Other than complete blindness to your own self-worth, how can Gordon possibly believe he will get his own massive contract extension? Maybe the fact that the other LA team made such a mistake is his hope.
I feel bad because he seems to have that hope, because he’s so misguided and unable to understand why his position isn’t valued in today’s game. That doesn’t even factor in the fact that Gordon specifically hasn’t been a healthy or incredibly efficient player in his career.
If Gordon gets back on the field, he could be a part of a title favorite this season. Instead, he may voluntarily miss the whole thing because he wishes it was 2004.
Dan Salem:
Someone just slapped some reality into NFL running backs with a large wet noodle that smells like fish left out on the kitchen counter. The only way it makes business sense for an NFL team to dish out a big money contract is if the player has longevity, or they are the face of the franchise. This is why quarterbacks get all the love and why wide receivers are getting deals. Every other position is on notice.
Melvin Gordon is expendable. Los Angeles is not going to pay him, but some team that hasn’t seen him in practice or in the trainer’s room will pony up the dough. I don’t believe Gordon has any other options right now, so I too can feel some pity for his situation.
As a running back, he is at his very best during the first five years of his career. Yet those five seasons are under a rookie deal that pays him significantly less than he can earn later on. But no one wants to pay a running back after that fifth season, because they are no longer at their best. This is a classic Catch-22 that has no real resolution.
Teams can’t pay rookie running backs big money. This was a major problem that got corrected. Quarterbacks in particular were getting paid for potential and everyone got burned. Perhaps rookie deals need a clause that kicks in after year two.

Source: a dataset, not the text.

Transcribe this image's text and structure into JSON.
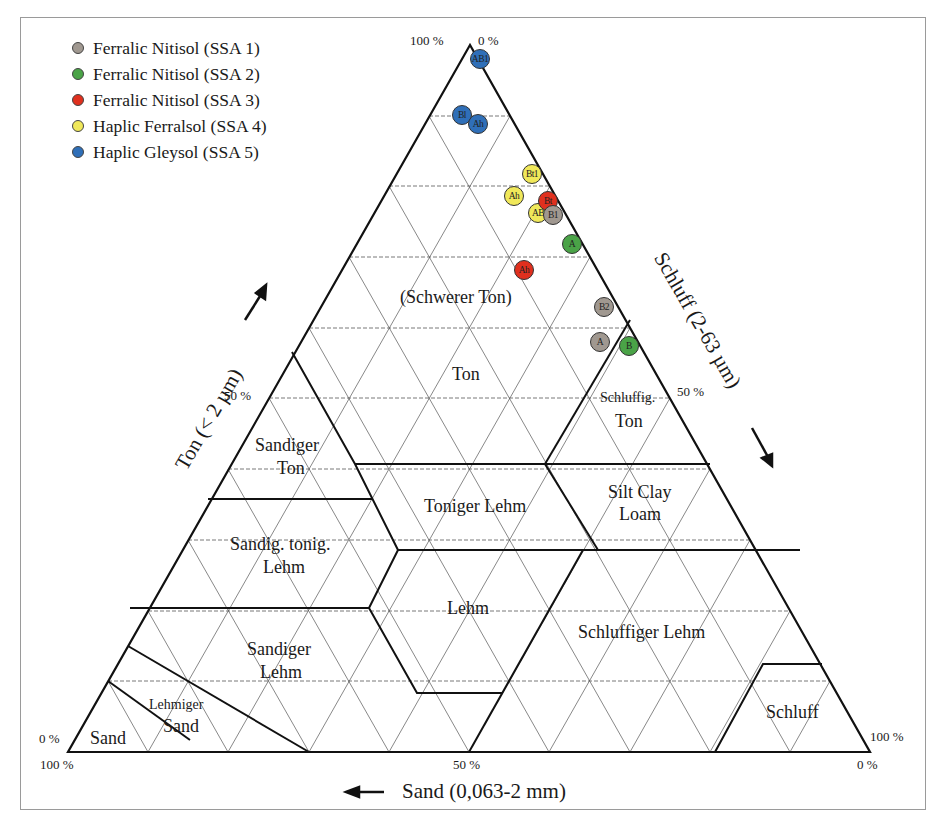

If a player, running backs in particular, is ranked in the top 10 at his position after his second season in the league, then he is guaranteed a salary bump up to the league average at the position. Or he gets guaranteed bonuses, an opt-out clause after year three, or something that gets him paid like the top 10 player that he currently is.
Gordon has been a top-10 running back, injuries and all. He has made Los Angeles better. But the Chargers would be foolish to dish out big bucks for him going forward. The risk is too high and Gordon and his team know it. This is why he wants a trade. He needs a new deal from a desperate team that is less familiar with his history as a player. Sitting out the season preserves his abilities.
Le’Veon Bell got paid and got what he needed by doing so. He got a fresh start on a needy team that could pay him his value. Who knows if he’ll ever earn that value in the future, but running backs get paid on past performance. That is how the system currently works.